The Rooms are mixed with light and warm colors, like maroon, that bring out the precious woods of the furniture.
The Hotel holds contemporary art pieces like the sculpture in bronze by the famous artist of ” Nouveau Realism” Fernandez Arman, instead, in the rooms, the walls are enriched with a particular collection of photographs of Rome done in black and white.
Special care has been dedicated to lighting, that besides creating a play on light that improves the accessories and furnishings in the rooms, it creates the perfect atmosphere for relaxing.
Nearby Points of Interest
Baths of Emperor Diocleziano - Immediate hotel area
American Catholic Church of S. Susanna - Immediate hotel area
Opera Theatre - Immediate hotel area
Quirinale Palace - Immediate hotel area
S. Bernardo's Church - Behind the hotel
Via Veneto - Walking distance
Trevi Fountain This famous fountain is at the juncture of three roads and it was the Roman custom to build handsome fountain at the endpoint of an aqueduct. This aqueducts supplied water to ancient Rome. In 19 BC, supposedly with the help of a virgin, Roman technicians located a source of pure water some 13 km from the city. (This scene is presented on the present fountain's facade). However, the eventual indirect route of the aqueduct made its length some 22 km (14 miles). This Aqua Virgo led the water into the Baths of Agrippa. It served Rome for more than four hundred years.
A traditional legend holds that if visitors throw a coin into the fountain, they are ensured a return to Rome. Among those who are unaware that the "three coins" of Three Coins in the Fountain were thrown by three different individuals, a reported current interpretation is that two coins will lead to a new romance and three will ensure either a marriage or divorce. A reported current version of this legend is that it is lucky to throw three coins with one's right hand over one's left shoulder into the Trevi Fountain.

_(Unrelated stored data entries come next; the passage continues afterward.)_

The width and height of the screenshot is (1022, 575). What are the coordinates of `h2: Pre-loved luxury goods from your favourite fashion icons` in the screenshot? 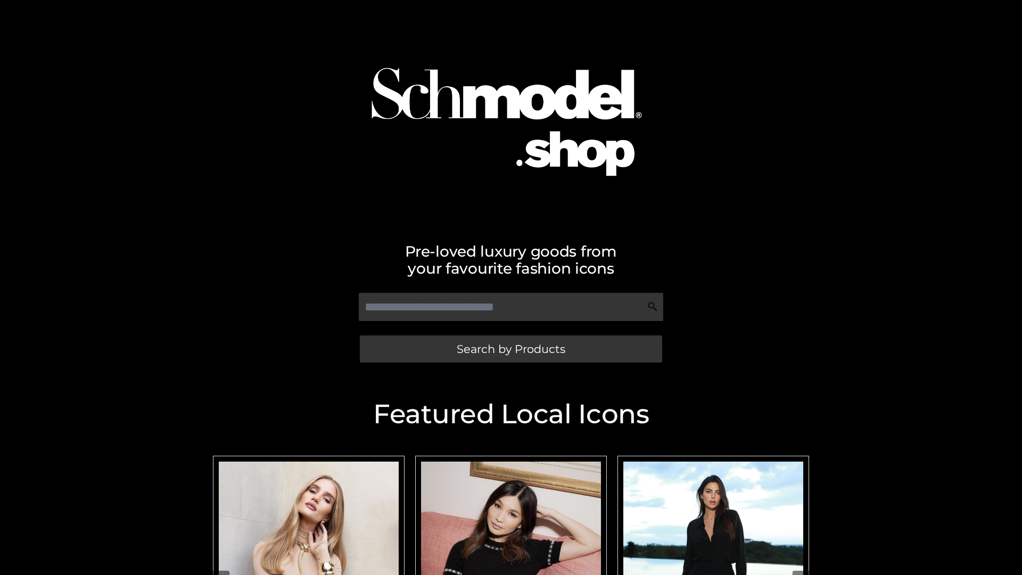 It's located at (511, 260).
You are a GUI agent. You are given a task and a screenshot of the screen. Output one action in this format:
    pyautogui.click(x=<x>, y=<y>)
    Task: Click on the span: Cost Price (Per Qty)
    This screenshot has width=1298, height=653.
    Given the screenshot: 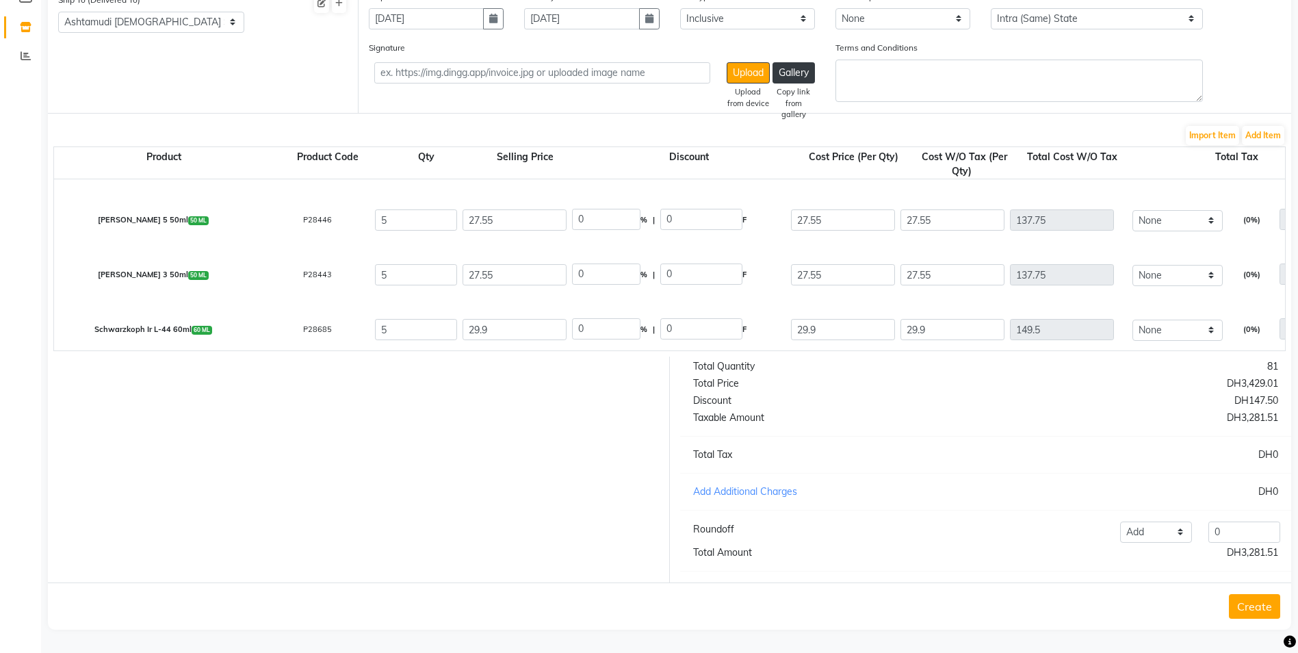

Approximately 3,000 Euros are thrown into the fountain each day and are collected at night. The money has been used to subsidize a supermarket for Rome's needy. The fountain is particularly beautiful at night when it is all lit up.
It has been the filmed in many famous movies:
- A scene in the 1953 comedy Roman Holiday with Gregory Peck and Audrey Hepburn
- Three Coins in the Fountain. (1954)
- A scene of drenching Anita Ekberg in Federico Fellini's La dolce vita.
- Several scenes in Sabrina Goes to Rome.
- Bon Jovi's Thank You For Loving Me music video was filmed there.
The Spanish Steps (Italian: Scalinata della Trinità dei Monti) are a set of steps climbing a steep slope between the Piazza di Spagna at the base and Piazza Trinità dei Monti, dominated by Trinità dei Monti, the church that was under the patronage of the Bourbon kings of France, above. The Scalinata is "without a doubt the longest and widest staircase in all Europe.
The monumental stairway of 138 steps was built with French diplomat Étienne Gueffier’s bequeathed funds of 20,000 scudi, in 1723–1725, linking the Bourbon Spanish Embassy to the Holy See.
Piazza Barberini is of course one of the most visited piazzas in Rome where Bernini's glorious Triton Fountain stands. The fountain is one of Bernini's masterpieces in honour of his great protector Urbanus VIII.
The four dolphins carry the coat of arms of the Barberini family while Triton blows a jet of water into the air through a shell held up in his hands.
Nearby you can also see the magnificent Barberini Palace whose facade opens up the palace instead of enclosing it within an impermeable block as most other palaces of this epic were constructed.
Construction of the palace began in the early 17th century for the Barberini Family. Originally started by Carlo Maderno, the construction was taken over by Bernini and assisted by Francesco Borromini in 1629 after Maderno's death.